The United States has always been territorial.  Manifest Destiny was an expression of territorial right.  Texas belonged to the United States, not Mexico; Chile and is copper mines were well within America's sphere of influence so President Allende had to go.  The United States supported the military regimes of Brazil and Argentina because they were always to remain America's allies; or put another way, America's foreign properties. 

 

While not in America's immediate geographical sphere of influence, it intervened militarily in the Philippines and took it over as colonial ruler for years. The US fought a long, bloody, and ultimately losing battle to keep Vietnam and all of Southeast Asia within its sphere of political influence. Its wars in Iraq and Afghanistan, similarly failed enterprises, were to keep those parts of the world under American control. 

Ronald Reagan intervened militarily in Nicaragua,  the Dominican Republic, Haiti,  and El Salvador for the same reasons.  They belong to us, said the President, if not by Constitution and title, then by right. 

So those in America who find Donald Trump's warning to Taiwan to keep its missiles in their silos, and to make no public pronouncements of independence from China, do not understand history.  The assimilation of Taiwan into China is a foregone conclusion just as Hong Kong and Macau were; and there is no way that the United States will engage in a bloody no-win war with China to defy it. 

Trump is a true Machiavellian and his foreign policy is based on national self interest. What would America gain by confronting the Chinese over Taiwan?  Nothing.  By the same measure what does America gain by perpetuating the war in Ukraine at a cost of tens of thousands of lives, the destruction of the country's infrastructure, and billions of US treasury dollars when a Ukrainian victory, as impossible as that might be, would gain the US nothing.

The Biden Administration insisted that democracy was at stake in Ukraine, an extension of American exceptionalism; but as Machiavelli pointed out centuries before, it is folly to get involved where there is no tangible, observable, quantifiable reason to do so. 

American liberals are howling, beating their chests in righteous indignation.  How could he? they sputter? How could he give away a sovereign country? Toss it into China's hamper with nary a second thought.  The answer is easy, they say - billions of dollars of trade with China that will benefit his cronies and American oligarchs.  Another example of the crude insensitivities of this rube, this barroom brawler, this fool. 

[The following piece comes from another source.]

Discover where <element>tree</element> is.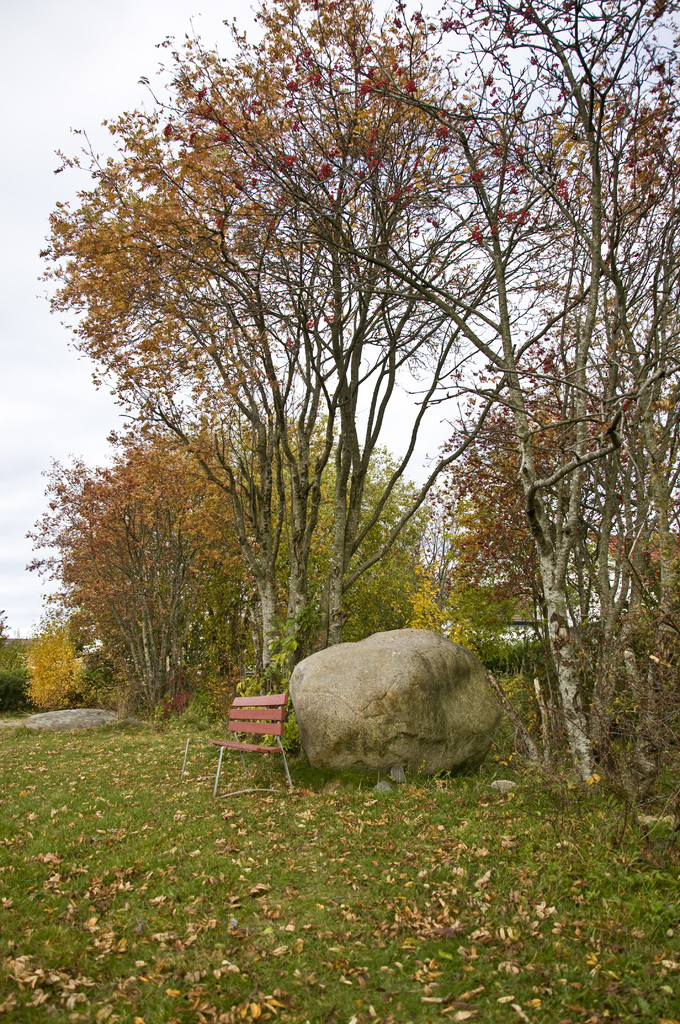
Discovered at rect(13, 0, 572, 697).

Of course billions are at stake in the US-China negotiations, and that is the whole point of the new Machiavellian foreign policy of the United States.  And Trump, the ultimate deal maker, knows that China holds all the cards.  It owns our debt, is a country of a billion and a half Confucian-inspired patriots, has progressively and deliberately rounded up the world's rare earths, and is in a geopolitical position of supremacy. Throw it all away out of some exceptionalist principle.  Read Machiavelli's The Prince. 

Harper Flynn got the geopolitical picture easily - life was a series of territorial disputes, ownership was not only the basis of capitalism but a feature of human nature and his office was his.  

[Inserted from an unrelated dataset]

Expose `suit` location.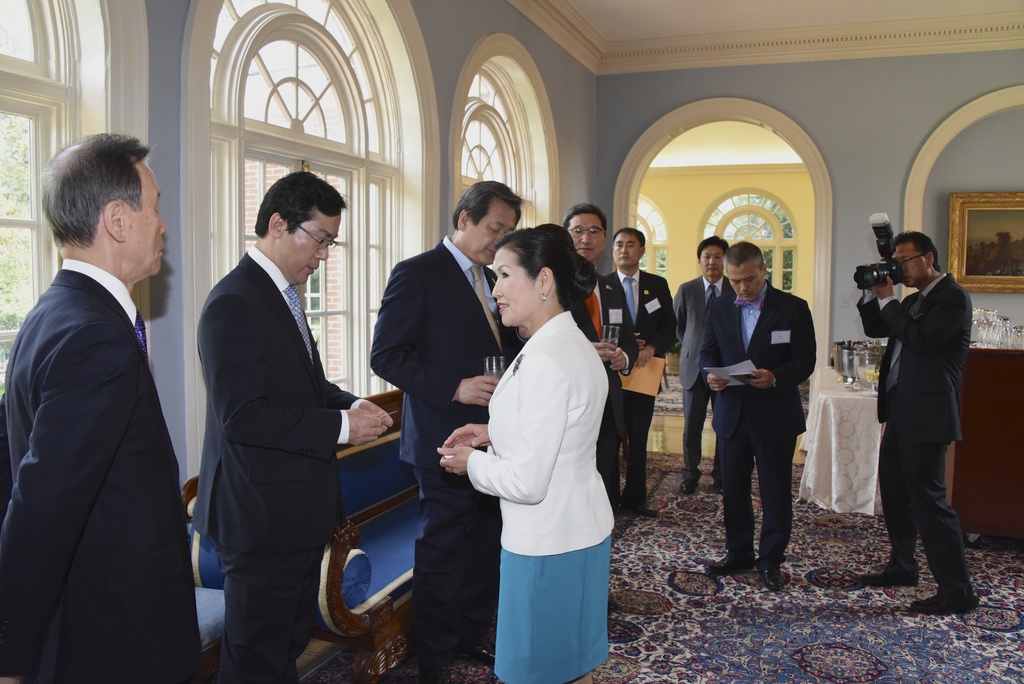
Exposed at 191,239,367,683.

His wife not surprisingly also took the office dispute as a metaphor.  There were principles involved here, contracts of marital communalism, the right way to behaves within larger contexts.  Machiavellian territorialism was just a convenient academic cover for taking and holding what is mine regardless of the larger world.  

The world if filled with One Worlders, Neville Chamberlain capitulating idealists, peace at any price accommodators who put a fictious value over reality.  Anyone in their right minds should have seen Hitler's intentions; and it should not have taken an outspoken Churchill to call out Stalin's hegemonic ambitions. 

Taiwan for the time being will remain quiescent, unobtrusive, and no obstacle to profitable deals to be concluded by the world's two greatest adversaries.  As it should be.  Foregone conclusions should never be challenged, and above all, a la Machiavelli,  moral principle should never get in the way of geopolitical self interest.